Duluth, Minnesota (OpEdNews) November 7, 2015: In the
ancient world, war was a way of life. As a result, warriors and warrior/kings
emerged as rather privileged people in their respective groups. In exchange for
risking their lives to protect the ordinary people in their group from being
killed or enslaved by conquering warriors and their warrior/king, the warriors
and warrior/king in each group received a package of social benefits, including
honor and political power.
The honor/shame culture of the ancient Mediterranean world continued for centuries in the medieval European world -- and elsewhere. Perhaps Falstaff's infamous speech denigrating honor can be seen as marking the waning of the centuries-old honor/shame culture in Western culture.
In any event, the Homeric epic the ILIAD involves warriors and warrior/kings such as King Agamemnon, King Achilles, and King Odysseus in the Greek alliance and King Priam and his warrior son Hector on the Trojan side.
In Robert Fagles' translation of the ILIAD (1990), the classicist Bernard Knox has supplied an introduction and notes to accompany Fagles' translation.
In the introduction (pages 1-64), Knox states what he understands to be "the stern lesson of Homer's presentation of the war: that no civilization, no matter how rich, no matter how refined, can long survive once it loses the power to meet force with equal or superior force" (page 37).
Now, when President Harry Truman dropped atomic bombs on Hiroshima and Nagasaki, he used the superior force of the atomic bombs to defeat the Japanese in World War II -- instead of possibly allowing the rich and refined American civilization to fall to Japanese forces.
In the ILIAD, the Trojan civilization is presented as rich and refined -- by the standards of the times.
Moreover, Achilles is presented as an unstoppable force -- the symbolic personal equivalent of Truman's atomic bombs.
In the book THE HEROIC HEART: GREATNESS ANCIENT AND MODERN (2015), the conservative journalist Tod Lindberg repeatedly quotes from Fagles' translation of the ILIAD.
However, in his discussion of the ILIAD, Lindberg gives no indication that he grasps the full import of Knox's point that the lesson of the ILIAD is "that no civilization, no matter how rich, no matter how refined, can long survive once it loses the power to meet force with equal or superior force." However, in fairness, I should also say here that Lindberg does not completely miss the import of Knox's point, as I explain below.
Lindberg says, "Homer has achieved a near-perfect rendition of the highest heroic type of his age, a single character who brings into focus both the inner-directed greatness of that type and the moral peril such greatness poses to the legitimacy and authority of the political order" (page 54).
At first blush, Lindberg's words about how Achilles' greatness poses the moral peril "to the legitimacy and authority of the political order" may seem to be consistent with Knox's words. But are their two statements consistent with one another?
Knox does not see Achilles as "a near-perfect rendition of the highest heroic type of his age," as Lindberg does.
On the contrary, Knox sees Achilles as representing the kind of over-powering force that people in the ancient world should understandably fear.
For Knox, the ILIAD is, in effect, a cautionary tale about the kind of outside force that people in the ancient world should understandably fear.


- _TASK STATEMENT_
Collect every line below that contains the word "lissajous".

- _EXTRACTED RECORDS_
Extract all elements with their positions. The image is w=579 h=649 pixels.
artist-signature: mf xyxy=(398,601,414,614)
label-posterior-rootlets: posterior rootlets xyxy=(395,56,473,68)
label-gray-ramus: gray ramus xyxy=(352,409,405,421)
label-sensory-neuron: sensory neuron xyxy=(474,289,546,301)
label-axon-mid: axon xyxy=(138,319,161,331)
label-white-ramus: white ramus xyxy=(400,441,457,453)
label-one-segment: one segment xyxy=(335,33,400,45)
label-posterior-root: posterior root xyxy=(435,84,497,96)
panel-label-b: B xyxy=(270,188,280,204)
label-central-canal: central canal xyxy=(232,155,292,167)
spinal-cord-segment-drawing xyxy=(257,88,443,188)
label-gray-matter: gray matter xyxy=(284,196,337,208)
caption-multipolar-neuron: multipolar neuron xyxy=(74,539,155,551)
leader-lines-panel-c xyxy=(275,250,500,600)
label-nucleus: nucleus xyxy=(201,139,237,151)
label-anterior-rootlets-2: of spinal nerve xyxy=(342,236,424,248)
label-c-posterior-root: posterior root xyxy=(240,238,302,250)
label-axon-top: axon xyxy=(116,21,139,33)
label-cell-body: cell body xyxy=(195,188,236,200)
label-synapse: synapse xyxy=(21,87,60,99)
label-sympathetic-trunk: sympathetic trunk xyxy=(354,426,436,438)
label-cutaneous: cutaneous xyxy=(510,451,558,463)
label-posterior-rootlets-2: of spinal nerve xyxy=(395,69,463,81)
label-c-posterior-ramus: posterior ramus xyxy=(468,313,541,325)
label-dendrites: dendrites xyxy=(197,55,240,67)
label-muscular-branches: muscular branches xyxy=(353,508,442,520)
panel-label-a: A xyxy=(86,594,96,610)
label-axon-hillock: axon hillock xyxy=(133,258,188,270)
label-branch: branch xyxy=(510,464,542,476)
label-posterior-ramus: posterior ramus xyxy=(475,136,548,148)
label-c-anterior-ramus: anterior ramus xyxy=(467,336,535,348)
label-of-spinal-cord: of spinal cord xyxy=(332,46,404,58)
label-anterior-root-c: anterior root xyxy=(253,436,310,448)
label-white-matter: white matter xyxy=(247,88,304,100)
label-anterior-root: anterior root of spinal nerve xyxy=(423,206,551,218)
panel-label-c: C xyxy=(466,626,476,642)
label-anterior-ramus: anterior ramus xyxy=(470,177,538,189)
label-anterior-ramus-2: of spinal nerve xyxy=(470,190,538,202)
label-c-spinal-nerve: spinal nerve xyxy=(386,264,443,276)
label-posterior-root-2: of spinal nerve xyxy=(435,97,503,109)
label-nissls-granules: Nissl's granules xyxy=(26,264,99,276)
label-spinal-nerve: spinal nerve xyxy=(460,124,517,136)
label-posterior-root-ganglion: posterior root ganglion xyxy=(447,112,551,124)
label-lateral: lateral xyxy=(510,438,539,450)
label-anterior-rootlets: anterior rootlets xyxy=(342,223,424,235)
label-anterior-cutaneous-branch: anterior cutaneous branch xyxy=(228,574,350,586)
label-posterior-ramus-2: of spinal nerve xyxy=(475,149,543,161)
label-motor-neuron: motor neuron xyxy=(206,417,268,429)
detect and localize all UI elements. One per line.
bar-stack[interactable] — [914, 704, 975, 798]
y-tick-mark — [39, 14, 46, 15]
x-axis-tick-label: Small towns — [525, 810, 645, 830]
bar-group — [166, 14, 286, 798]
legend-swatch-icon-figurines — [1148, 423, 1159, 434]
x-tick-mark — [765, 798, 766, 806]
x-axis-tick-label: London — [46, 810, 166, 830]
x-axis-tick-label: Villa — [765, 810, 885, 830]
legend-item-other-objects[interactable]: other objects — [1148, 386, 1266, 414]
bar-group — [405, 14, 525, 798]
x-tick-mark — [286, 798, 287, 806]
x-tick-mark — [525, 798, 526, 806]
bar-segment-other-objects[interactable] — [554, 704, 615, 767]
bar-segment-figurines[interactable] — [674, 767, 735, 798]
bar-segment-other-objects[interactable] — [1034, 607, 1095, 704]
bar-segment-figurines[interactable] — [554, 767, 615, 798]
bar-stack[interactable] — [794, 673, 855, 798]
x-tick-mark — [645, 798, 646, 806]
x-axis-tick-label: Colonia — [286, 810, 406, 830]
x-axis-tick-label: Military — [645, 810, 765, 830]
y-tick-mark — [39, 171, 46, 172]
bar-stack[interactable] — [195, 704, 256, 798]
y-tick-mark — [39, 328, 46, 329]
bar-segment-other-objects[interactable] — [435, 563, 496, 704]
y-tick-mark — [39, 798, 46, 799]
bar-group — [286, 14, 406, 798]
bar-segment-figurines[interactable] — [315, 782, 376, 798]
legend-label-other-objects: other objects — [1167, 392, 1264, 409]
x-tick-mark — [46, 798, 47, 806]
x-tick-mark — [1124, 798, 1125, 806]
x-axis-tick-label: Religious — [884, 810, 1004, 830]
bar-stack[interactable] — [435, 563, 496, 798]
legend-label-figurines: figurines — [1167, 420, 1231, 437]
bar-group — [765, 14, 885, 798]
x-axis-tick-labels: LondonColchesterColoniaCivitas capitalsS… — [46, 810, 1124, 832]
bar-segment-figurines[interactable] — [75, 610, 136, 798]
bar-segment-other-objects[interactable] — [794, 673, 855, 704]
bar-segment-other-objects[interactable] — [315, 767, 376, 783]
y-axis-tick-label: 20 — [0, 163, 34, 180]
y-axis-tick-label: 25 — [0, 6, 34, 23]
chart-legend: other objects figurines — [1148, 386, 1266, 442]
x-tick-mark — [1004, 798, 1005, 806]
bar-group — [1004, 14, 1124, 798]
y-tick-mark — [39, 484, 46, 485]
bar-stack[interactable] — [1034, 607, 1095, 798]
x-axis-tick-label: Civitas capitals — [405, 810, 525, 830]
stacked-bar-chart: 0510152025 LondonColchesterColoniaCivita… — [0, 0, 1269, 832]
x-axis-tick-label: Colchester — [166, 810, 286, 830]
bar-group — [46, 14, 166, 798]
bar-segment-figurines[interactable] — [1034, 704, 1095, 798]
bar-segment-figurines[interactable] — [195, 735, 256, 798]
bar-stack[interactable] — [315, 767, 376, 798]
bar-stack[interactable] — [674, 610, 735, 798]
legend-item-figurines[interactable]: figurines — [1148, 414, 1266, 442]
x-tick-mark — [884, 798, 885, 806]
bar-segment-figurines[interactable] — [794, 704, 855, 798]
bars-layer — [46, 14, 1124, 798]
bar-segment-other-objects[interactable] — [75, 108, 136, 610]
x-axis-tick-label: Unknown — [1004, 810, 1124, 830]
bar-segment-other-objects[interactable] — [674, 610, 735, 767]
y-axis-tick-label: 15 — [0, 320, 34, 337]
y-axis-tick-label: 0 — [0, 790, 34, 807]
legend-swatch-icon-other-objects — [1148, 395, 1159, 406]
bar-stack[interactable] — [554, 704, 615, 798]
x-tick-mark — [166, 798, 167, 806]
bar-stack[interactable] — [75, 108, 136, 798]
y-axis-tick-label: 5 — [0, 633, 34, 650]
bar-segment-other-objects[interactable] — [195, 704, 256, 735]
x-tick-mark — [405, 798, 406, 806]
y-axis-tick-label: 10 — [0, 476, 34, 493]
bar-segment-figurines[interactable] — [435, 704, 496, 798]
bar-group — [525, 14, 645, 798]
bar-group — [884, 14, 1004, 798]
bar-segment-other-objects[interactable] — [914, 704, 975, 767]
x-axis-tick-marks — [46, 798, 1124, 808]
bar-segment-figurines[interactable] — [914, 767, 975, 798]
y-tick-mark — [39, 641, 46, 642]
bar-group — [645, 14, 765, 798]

--

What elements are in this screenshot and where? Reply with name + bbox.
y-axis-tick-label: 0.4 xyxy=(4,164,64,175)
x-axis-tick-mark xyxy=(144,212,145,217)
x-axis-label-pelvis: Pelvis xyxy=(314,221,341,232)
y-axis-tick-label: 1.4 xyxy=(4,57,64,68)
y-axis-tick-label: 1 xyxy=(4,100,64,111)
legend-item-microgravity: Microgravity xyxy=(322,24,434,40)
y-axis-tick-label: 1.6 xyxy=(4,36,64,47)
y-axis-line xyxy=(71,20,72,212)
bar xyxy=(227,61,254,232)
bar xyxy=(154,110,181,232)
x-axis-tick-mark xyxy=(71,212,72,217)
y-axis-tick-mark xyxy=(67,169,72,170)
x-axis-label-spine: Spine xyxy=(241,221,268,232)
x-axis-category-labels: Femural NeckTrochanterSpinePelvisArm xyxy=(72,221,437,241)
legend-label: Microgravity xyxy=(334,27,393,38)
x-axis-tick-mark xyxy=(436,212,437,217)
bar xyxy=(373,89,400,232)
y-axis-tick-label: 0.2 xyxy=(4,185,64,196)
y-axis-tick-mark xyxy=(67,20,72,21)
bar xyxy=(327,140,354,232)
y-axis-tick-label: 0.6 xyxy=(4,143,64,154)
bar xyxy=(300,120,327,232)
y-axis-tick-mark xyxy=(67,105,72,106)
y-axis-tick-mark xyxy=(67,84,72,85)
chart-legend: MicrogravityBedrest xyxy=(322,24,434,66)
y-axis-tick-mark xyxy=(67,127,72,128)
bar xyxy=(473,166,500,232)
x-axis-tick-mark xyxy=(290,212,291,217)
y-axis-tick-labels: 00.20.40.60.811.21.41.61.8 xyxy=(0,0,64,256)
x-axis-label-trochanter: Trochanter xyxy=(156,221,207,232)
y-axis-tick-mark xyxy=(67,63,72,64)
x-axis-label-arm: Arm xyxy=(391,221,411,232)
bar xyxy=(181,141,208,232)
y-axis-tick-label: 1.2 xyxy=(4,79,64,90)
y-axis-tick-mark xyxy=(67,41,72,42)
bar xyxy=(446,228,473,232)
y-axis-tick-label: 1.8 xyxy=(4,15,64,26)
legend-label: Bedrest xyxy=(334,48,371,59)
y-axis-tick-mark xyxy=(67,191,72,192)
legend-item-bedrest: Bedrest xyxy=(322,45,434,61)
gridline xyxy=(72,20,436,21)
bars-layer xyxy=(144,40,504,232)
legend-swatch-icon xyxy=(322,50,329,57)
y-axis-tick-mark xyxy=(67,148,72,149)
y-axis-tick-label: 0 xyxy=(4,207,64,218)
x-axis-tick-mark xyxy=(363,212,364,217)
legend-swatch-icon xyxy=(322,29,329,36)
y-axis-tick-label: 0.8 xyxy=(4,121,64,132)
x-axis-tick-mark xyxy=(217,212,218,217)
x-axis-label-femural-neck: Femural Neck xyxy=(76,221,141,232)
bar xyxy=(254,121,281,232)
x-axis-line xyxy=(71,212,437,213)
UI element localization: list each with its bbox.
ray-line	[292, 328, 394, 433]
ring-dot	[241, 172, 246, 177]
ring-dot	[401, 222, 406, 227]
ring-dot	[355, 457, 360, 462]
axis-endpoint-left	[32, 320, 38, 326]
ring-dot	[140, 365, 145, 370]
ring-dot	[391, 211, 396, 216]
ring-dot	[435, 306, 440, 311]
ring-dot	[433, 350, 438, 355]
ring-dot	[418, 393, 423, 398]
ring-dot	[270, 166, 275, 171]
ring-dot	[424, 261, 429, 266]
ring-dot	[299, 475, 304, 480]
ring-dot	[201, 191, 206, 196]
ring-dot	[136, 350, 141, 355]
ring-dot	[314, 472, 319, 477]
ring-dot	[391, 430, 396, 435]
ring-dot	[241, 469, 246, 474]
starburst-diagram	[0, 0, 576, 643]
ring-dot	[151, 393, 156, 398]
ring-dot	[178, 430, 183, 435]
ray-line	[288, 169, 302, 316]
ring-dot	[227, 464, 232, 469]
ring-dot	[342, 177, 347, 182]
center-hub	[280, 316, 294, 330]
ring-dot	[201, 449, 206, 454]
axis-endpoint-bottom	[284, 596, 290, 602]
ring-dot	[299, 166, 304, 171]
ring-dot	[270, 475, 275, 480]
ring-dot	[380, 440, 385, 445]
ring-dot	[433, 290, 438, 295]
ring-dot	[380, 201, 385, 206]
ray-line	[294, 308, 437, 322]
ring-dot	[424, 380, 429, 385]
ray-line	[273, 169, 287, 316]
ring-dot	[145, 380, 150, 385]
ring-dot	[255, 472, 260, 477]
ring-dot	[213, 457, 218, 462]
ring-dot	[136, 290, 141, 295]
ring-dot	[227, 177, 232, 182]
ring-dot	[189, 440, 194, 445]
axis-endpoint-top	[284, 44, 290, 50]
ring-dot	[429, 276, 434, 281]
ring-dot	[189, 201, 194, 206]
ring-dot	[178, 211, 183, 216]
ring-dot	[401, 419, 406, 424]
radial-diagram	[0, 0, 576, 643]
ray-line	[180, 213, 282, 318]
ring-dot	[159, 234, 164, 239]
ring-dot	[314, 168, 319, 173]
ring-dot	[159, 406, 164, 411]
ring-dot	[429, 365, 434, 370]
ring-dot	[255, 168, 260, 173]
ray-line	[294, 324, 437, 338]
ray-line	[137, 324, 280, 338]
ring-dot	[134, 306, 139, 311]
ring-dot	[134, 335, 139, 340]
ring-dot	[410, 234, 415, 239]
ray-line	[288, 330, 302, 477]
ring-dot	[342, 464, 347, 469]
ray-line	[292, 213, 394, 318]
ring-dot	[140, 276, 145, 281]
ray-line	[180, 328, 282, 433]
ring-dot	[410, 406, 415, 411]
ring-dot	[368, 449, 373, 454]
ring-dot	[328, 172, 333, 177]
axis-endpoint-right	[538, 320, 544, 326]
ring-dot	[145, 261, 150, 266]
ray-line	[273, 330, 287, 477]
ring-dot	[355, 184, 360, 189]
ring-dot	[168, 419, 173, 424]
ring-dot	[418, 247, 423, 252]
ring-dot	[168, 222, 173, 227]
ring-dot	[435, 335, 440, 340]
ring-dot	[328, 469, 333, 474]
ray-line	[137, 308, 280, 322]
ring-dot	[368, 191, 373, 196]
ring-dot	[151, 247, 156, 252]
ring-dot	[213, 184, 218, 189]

* * *

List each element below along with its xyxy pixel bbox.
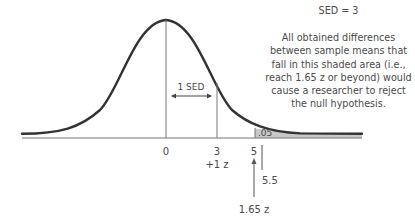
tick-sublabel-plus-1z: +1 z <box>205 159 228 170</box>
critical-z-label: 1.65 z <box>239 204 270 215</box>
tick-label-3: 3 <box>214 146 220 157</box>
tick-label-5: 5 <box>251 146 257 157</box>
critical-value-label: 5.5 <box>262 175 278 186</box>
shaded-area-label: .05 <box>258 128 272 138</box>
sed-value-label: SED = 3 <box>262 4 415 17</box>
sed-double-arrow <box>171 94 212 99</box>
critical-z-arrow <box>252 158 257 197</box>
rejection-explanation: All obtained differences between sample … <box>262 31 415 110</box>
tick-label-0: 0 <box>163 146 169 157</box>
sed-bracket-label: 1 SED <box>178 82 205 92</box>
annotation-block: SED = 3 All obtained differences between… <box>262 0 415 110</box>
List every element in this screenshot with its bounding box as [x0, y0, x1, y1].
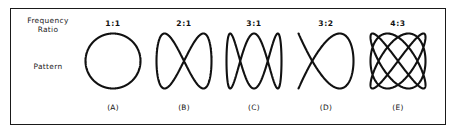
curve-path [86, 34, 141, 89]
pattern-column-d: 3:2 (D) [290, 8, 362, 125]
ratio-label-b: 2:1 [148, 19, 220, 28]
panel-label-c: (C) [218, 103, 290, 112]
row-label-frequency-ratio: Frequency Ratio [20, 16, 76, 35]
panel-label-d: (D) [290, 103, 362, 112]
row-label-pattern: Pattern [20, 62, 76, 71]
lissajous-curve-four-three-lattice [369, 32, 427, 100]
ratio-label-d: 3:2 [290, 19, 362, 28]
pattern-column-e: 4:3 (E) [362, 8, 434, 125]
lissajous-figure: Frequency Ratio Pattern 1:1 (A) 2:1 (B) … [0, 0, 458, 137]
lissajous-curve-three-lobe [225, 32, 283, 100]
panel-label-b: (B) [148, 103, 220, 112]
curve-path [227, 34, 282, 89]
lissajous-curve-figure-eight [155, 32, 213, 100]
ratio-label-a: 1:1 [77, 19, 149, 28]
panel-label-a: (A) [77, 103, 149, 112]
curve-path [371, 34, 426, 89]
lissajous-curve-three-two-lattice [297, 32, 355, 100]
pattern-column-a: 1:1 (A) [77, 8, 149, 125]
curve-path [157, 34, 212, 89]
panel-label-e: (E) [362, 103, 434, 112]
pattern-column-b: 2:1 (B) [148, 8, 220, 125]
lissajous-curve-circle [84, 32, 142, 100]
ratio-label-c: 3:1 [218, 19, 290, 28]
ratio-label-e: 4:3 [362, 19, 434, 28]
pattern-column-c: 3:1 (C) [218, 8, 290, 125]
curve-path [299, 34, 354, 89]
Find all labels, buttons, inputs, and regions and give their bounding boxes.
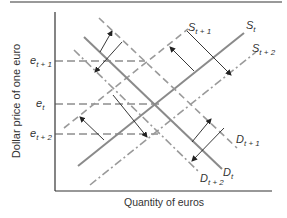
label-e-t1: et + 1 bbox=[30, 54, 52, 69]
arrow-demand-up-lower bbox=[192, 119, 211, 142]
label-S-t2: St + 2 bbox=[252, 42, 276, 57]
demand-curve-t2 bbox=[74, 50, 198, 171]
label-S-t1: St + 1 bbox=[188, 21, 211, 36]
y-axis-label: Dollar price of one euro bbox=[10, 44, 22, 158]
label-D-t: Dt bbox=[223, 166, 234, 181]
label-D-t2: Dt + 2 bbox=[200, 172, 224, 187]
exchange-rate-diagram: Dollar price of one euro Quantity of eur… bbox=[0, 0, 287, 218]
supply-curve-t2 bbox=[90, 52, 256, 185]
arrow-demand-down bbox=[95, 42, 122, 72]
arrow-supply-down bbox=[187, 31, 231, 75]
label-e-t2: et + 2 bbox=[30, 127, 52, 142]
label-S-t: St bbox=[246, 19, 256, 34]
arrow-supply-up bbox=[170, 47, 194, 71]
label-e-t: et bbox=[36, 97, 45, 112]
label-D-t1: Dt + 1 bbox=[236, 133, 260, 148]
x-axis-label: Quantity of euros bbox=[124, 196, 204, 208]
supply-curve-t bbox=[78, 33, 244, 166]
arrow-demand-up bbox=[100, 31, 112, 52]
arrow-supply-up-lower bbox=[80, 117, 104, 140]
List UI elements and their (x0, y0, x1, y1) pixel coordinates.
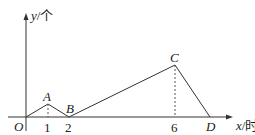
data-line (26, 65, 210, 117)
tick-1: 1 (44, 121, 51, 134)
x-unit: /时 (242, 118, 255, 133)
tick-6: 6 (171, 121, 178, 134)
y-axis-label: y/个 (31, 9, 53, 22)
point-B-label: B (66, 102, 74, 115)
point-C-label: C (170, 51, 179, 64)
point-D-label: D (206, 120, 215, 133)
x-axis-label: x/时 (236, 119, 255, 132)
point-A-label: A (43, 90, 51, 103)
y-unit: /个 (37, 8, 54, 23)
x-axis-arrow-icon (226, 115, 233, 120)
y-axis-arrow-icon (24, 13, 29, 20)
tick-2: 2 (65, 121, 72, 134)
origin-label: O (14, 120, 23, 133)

- _RESPONSE AREA_
lissajous-curve-four-three-lattice [369, 32, 427, 100]
lissajous-figure: Frequency Ratio Pattern 1:1 (A) 2:1 (B) … [0, 0, 458, 137]
lissajous-curve-three-lobe [225, 32, 283, 100]
lissajous-curve-figure-eight [155, 32, 213, 100]
lissajous-curve-three-two-lattice [297, 32, 355, 100]
lissajous-curve-circle [84, 32, 142, 100]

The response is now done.